Under the knife overseas

Growing numbers of Americans are traveling abroad to undergo medical and dental procedures that are much less expensive than they are in this country — and sometimes not available in the United States at all.

These so-called “medical tourists” have a vacation in an exotic place where they can soak up the sun, visit a few golden temples or other landmarks and end up with a new hip or knee, a healthy heart — or a robot-controlled joint replacement, a procedure that has not yet been approved in this country.

In addition, “they return with a lot more money left in their pockets — sometimes 70 [percent] to 80 percent more than if they’d been treated in the United States,” said Diana M. Ernst, a public-policy fellow in Health Care Studies for the Pacific Research Institute (PRI).

No organization tracks the number of Americans who travel abroad for surgery, according to Consumer Reports. But PlanetHospital, which arranges medical trips to eight foreign countries, said it receives more than 4,000 inquiries a month.

“In a recent month, we arranged 81 surgeries, and 47 patients were from the United States,” said Rudy Rupak, founder and president of the Calabasas, Calif.-based company.

Uwe Reinhardt, a health economist at Princeton University, said he has not heard “one horror story” involving a medical tourist.

“If there had been, you could be sure the medical establishment would have amplified it,” Mr. Reinhardt said.

But Consumer Reports warns that people “should know the risks” involved in having surgery in a foreign country, such as “uncertain regulation, lack of background information on surgeons, lack of follow-up care and difficulty suing” a foreign physician or hospital.

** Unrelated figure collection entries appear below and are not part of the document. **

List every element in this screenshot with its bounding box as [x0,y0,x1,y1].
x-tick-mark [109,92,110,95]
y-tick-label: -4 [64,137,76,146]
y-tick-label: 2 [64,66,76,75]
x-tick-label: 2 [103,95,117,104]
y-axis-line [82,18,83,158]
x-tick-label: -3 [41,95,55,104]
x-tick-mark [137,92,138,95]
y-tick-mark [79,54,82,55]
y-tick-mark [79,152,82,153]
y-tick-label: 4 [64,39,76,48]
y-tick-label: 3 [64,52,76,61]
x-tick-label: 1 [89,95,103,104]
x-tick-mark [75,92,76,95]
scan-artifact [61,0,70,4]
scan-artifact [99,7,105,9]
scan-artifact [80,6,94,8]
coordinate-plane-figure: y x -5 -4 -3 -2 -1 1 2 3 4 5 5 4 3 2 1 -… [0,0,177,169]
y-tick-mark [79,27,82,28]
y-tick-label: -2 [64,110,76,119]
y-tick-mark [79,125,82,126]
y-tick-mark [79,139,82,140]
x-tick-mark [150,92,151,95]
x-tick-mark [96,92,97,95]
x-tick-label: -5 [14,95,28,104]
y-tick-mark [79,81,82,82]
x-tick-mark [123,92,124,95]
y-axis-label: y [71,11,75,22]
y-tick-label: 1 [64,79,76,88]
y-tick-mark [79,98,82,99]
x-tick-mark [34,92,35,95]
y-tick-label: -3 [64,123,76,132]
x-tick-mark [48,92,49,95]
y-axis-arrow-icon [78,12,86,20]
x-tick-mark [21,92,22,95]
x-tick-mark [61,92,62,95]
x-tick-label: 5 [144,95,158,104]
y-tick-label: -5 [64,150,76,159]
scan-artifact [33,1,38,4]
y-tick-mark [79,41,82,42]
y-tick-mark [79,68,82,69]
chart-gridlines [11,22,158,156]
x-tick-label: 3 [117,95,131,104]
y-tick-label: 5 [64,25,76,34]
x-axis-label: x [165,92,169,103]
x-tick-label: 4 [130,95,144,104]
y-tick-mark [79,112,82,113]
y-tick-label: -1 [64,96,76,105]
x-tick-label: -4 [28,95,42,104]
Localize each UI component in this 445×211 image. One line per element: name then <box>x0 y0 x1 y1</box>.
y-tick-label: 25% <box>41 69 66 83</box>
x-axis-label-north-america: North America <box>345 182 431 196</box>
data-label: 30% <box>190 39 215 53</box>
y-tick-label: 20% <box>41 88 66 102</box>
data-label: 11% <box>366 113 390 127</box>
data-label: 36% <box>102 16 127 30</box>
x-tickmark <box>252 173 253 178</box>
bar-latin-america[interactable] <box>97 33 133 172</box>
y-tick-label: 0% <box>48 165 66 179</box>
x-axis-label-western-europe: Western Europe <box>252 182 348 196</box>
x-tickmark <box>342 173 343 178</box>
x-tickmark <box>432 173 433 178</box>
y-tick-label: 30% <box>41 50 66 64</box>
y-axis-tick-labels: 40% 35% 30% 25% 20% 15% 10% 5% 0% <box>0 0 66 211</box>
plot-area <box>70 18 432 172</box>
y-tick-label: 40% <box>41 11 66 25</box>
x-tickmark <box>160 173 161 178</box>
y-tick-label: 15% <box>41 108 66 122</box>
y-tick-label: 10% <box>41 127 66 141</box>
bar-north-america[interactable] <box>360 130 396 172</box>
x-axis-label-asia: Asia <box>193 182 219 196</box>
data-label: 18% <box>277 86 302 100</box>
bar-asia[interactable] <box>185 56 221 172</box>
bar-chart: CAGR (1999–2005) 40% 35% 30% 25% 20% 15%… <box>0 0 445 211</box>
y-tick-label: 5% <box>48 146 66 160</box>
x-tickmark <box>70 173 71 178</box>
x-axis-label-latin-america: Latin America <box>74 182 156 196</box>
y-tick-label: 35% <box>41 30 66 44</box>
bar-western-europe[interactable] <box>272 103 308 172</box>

However, it does acknowledge that going abroad might be the only way to afford surgery or dental work for those without health insurance or for those whose policies do not cover the procedures they need.

“The health care situation in the United States today is causing people to go bankrupt and is forcing companies to decide if they will have to lay off people in order to provide health care benefits,” said Tom Kesling, president of Raleigh, N.C.-based IndUShealth, which sends Americans to India for various medical procedures.

The American Medical Association has not yet taken a position on medical tourism, although it is expected to do so in the future, a spokeswoman said.

“But we don’t think medical tourism is a policy for uninsured Americans,” she said.

‘One player among others’

MedRetreat, a Vernon Hills, Ill.-based medical-tourism firm with offices in Fulton, Md., said it arranged surgeries in foreign countries for more than 200 Americans last year and more than 350 this year.